Stanford AI researchers develop new algorithm for more inclusive content moderation

Oct. 4, 2022, 12:46 p.m.

Researchers at the Stanford Institute for Human-Centered Artificial Intelligence (HAI) proposed a jury learning algorithm that aims to improve online content moderation last spring, with hopes to deploy their system on platforms like Reddit and Discord in the near future.

The HAI team believe their system can create more inclusive online spaces by representing a greater diversity of voices when identifying toxic comments, which researchers defined as undesirable and offensive speech. By modeling individual annotators — people who provide human answers, or ground truths, for the machine to emulate — jury learning allows the users to mix and match different identities to fill a desirable “jury” distribution.

“We wanted to empower the people deploying machine learning models to make explicit choices about which voices their models reflect,” lead researcher Mitchell Gordon ’16 and fourth-year computer science Ph.D. student wrote in a statement to The Daily.

Currently, human moderators define the boundary between appropriate and toxic content. An experienced Reddit moderator who works with over 50 communities wrote that the biggest challenge of content moderation is ensuring that “no one … [feels] afraid to comment for fear they will be attacked, shouted down or harassed.” The moderator requested anonymity due to fear of retaliation. 

However, moderators often face difficulties in finding a consistent definition for what constitutes an “attack,” especially considering that different demographics, experiences and values will lead to different reactions, they wrote in a statement to The Daily.

Gordon and computer science assistant professor Michael Bernstein recognized the challenge of consistent evaluation when they noticed the extent of disagreement among human annotators in toxic comment datasets. For instance, LGBTQ+ members can perceive comments regarding gender differently from individuals who are not personally impacted by the comments, Gordon said. 

“If we simulated re-collecting that dataset with a different set of randomly chosen annotators, something like 40% of the ‘ground truth’ labels would flip (from toxic to non-toxic, or vice versa),” Gordon wrote.

This observation provided the inspiration for the jury learning algorithm, which aims to emphasize marginalized voices, including LGBTQ+ individuals and racial minorities, that are disproportionately affected by toxic content.

Current machine learning classifier approaches, used by platforms like Facebook and YouTube, do not explicitly resolve disagreement among annotators and assign the ground truth label that is most popular.
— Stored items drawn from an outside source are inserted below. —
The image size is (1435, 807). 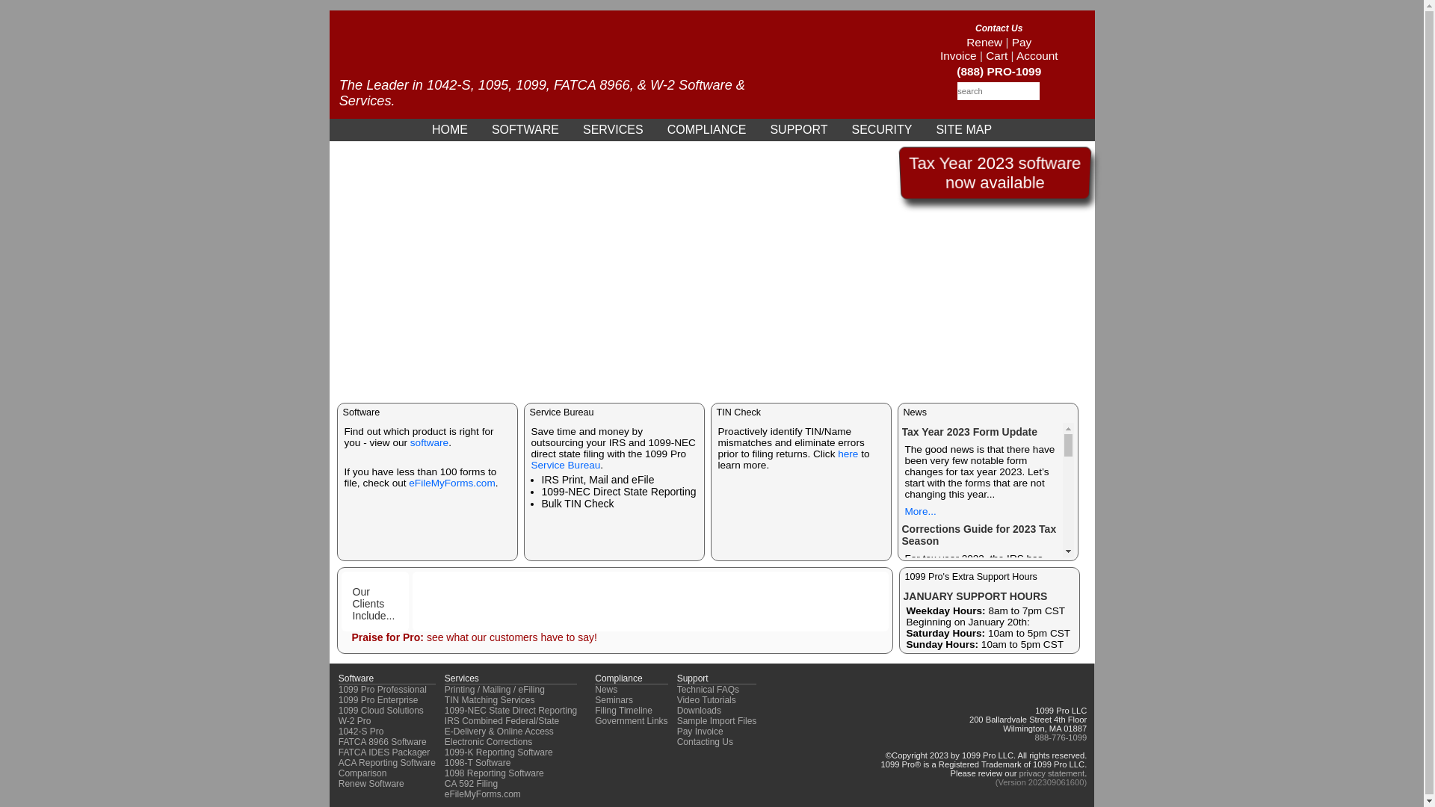 I want to click on Electronic Corrections, so click(x=489, y=742).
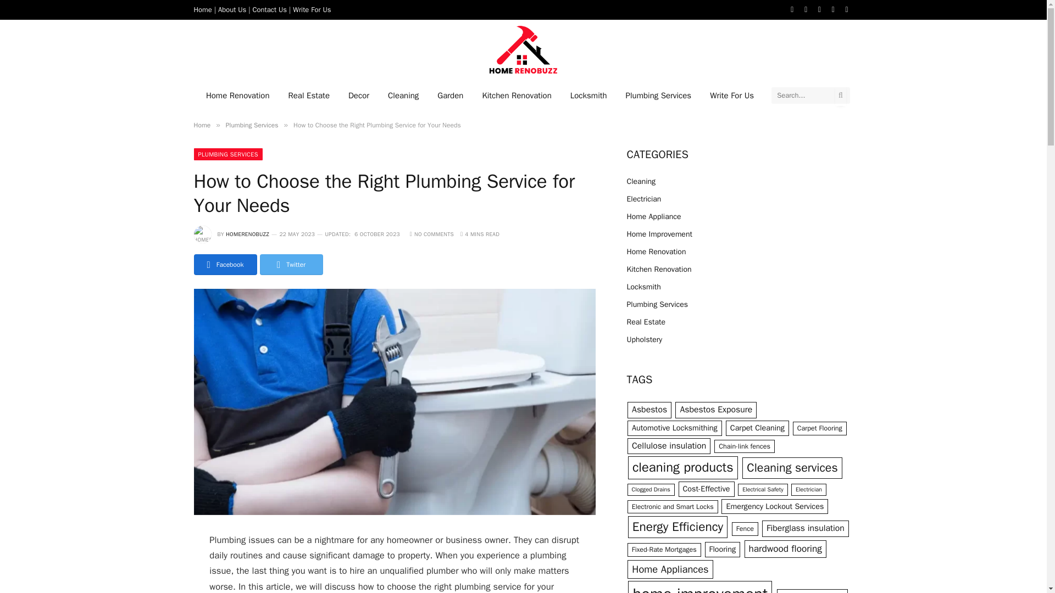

However, the researchers believe that the majority opinion does not always lead to a fair decision. “Ignoring people who disagree can be really problematic, because voice matters,” Gordon wrote.
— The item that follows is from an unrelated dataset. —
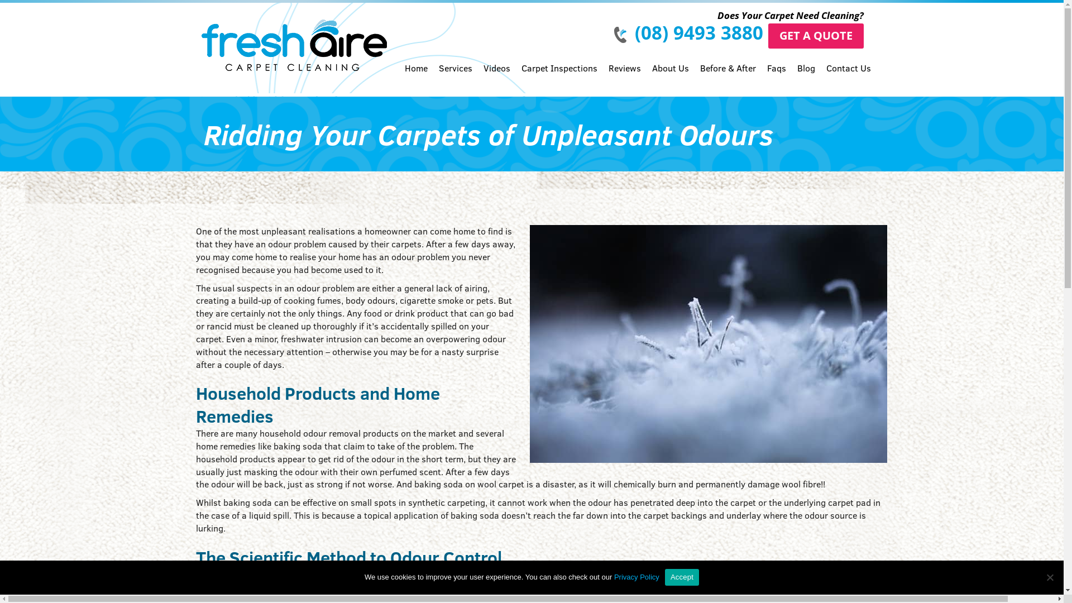  What do you see at coordinates (456, 78) in the screenshot?
I see `Services` at bounding box center [456, 78].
Gordon and the research team questioned which perspectives a machine learning classifier should represent when determining a comment’s toxicity.

The HAI research team, which includes Gordon, Bernstein, second-year computer science Ph.D. student Michelle Lam ’18,  third-year computer science Ph.D. student Joon Sung Park, Kayur Patel M.S. ’05, communications professor Jeffrey T. Hancock and computer science professor Tatsunori Hashimoto, proposed jury learning as a way to identify which perspectives to weigh in evaluating a comment’s toxicity. Given a dataset with comments and corresponding ground truths labeled by multiple annotators, the algorithm models every annotator individually based on their labeling decisions and provided demographics, like their racial, gender or political identity.

Practitioners then decide a jury distribution by specifying which demographics to represent, and in what proportion. The system randomly selects a sample of jurors from the training dataset that fits the specified distribution, and the model predicts the juror’s individual responses. This is repeated 100 times to create 100 parallel juries, and the final toxicity classification is produced by computing the median-of-means across all sampled groups. The system also outputs individual juror decisions and presents a counterfactual jury — a jury distribution that would flip the classifier’s prediction.

While the team’s current work focuses on content moderation, researchers said it could be applicable to other socially-contested problems, where disagreement over ground truth labels is common. Bernstein said jury learning was also applicable in creative tasks, where judging the value of a design can be deeply contentious based on an annotator’s artistic training and style. He said medical scenarios were another example: experts with different specialties and training may provide different diagnoses for a particular patient. The researchers hope to further explore jury learning in various contexts, Bernstein said.

“Our hope is that we can both inspire industry and civil society to consider this kind of architecture as a tractable way to build more normatively appropriate algorithms in contested scenarios,” Bernstein said. 

The HAI research team also hopes to further develop an ethical framework to guide practitioners toward selecting the most appropriate jury distribution, which best represents competing viewpoints in socially-contested problems.

Richard Xue is a high schooler writing as part of the Daily's Summer Journalism Workshop. Contact them at workshop 'at' stanforddaily.com.